The charges came after Kiran, who was part of several WhatsApp group chats where she would “[discuss] and [defend]” her Christian faith, forwarded a message in September 2020 on WhatsApp that “[contained] content deemed blasphemous against Muhammad.”
A Muslim member of one of the group chats lodged a complaint claiming that Kiran disrespected the prophet through the forwarded message. Kiran was arrested on July 29, 2021, in Islamabad, where her family had fled and gone into hiding after Kiran knew that she was being charged with blasphemy, according to the Irish religious freedom organization Church in Chains.
Kiran’s husband, Rafique Masih, who was not present during the arrest, told Church in Chains that his two sons, who were 10 and 12 at the time, were arrested at that time too. The sons were later released.
Masih stated that Kiran forwarded the message without reading it, so she was unaware of its contents. “Shagufta knew nothing about the post, she was not even the author of the post in question,” Masih stated. Masih noted that the message had been forwarded many times by other people before his wife forwarded it.
Church in Chains described the effect Kiran’s imprisonment had on her husband and four children.

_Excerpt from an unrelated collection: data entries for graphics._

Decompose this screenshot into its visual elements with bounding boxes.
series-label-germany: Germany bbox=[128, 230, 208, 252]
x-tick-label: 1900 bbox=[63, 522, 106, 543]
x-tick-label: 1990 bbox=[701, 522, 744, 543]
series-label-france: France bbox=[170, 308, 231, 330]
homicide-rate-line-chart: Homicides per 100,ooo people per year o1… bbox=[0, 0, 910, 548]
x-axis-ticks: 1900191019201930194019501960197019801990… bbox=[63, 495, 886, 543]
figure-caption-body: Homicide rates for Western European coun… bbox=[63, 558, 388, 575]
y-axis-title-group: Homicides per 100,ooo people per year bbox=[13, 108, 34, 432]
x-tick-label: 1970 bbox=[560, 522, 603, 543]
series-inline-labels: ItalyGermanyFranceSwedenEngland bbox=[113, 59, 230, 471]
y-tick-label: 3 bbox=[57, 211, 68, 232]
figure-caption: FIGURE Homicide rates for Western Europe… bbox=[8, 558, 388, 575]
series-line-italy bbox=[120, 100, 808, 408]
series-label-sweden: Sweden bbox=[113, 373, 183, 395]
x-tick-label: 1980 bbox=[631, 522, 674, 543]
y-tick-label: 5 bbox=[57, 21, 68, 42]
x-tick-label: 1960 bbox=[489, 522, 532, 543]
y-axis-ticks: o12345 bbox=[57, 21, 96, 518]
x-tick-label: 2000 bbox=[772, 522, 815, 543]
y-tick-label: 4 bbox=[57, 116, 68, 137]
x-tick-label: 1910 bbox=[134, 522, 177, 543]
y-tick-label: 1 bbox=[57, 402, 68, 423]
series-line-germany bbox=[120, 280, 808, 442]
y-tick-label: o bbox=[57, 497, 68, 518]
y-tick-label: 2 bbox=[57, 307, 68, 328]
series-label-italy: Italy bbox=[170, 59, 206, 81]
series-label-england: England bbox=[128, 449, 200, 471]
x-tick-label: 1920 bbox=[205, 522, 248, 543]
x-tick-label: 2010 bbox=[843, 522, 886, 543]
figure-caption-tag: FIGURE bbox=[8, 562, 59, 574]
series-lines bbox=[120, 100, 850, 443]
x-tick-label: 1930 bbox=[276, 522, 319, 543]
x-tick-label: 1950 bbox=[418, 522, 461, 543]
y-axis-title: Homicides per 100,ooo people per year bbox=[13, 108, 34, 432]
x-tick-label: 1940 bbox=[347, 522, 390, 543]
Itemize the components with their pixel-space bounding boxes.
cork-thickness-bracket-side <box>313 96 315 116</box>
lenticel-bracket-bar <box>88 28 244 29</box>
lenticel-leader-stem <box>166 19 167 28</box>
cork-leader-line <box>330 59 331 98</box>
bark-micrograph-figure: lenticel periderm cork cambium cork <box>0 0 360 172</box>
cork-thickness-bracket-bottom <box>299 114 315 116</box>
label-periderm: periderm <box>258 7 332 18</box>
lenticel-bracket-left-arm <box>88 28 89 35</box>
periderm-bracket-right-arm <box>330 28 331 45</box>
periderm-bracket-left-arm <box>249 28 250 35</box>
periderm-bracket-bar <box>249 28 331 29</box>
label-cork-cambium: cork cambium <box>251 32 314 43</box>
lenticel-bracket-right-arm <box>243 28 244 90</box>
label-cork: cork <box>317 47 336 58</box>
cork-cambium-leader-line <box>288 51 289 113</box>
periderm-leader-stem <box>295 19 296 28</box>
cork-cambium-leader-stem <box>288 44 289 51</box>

“Rafique worked as a building contractor but following Shagufta’s arrest he and the children were forced to flee due to threats and fear of violence and since then the family has moved multiple times,” the organization’s website states:
The constant displacement has severely disrupted the children’s education, with many academic documents lost or inaccessible. In 2023 Rafique said he had permission to visit his wife once a week but could only afford to visit about once a month.
As CatholicVote previously reported, a July report found that within the first half of 2024, at least 70 violent attacks against Christians occurred in Pakistan. “In the wake of the devastating Jaranwala attacks in August 2023, Pakistani Christians have continued to experience heightened levels of violent religious persecution throughout the past year,” CatholicVote reported. In May, a mob of over 400 lynched a Christian man in Pakistan over blasphemy accusations.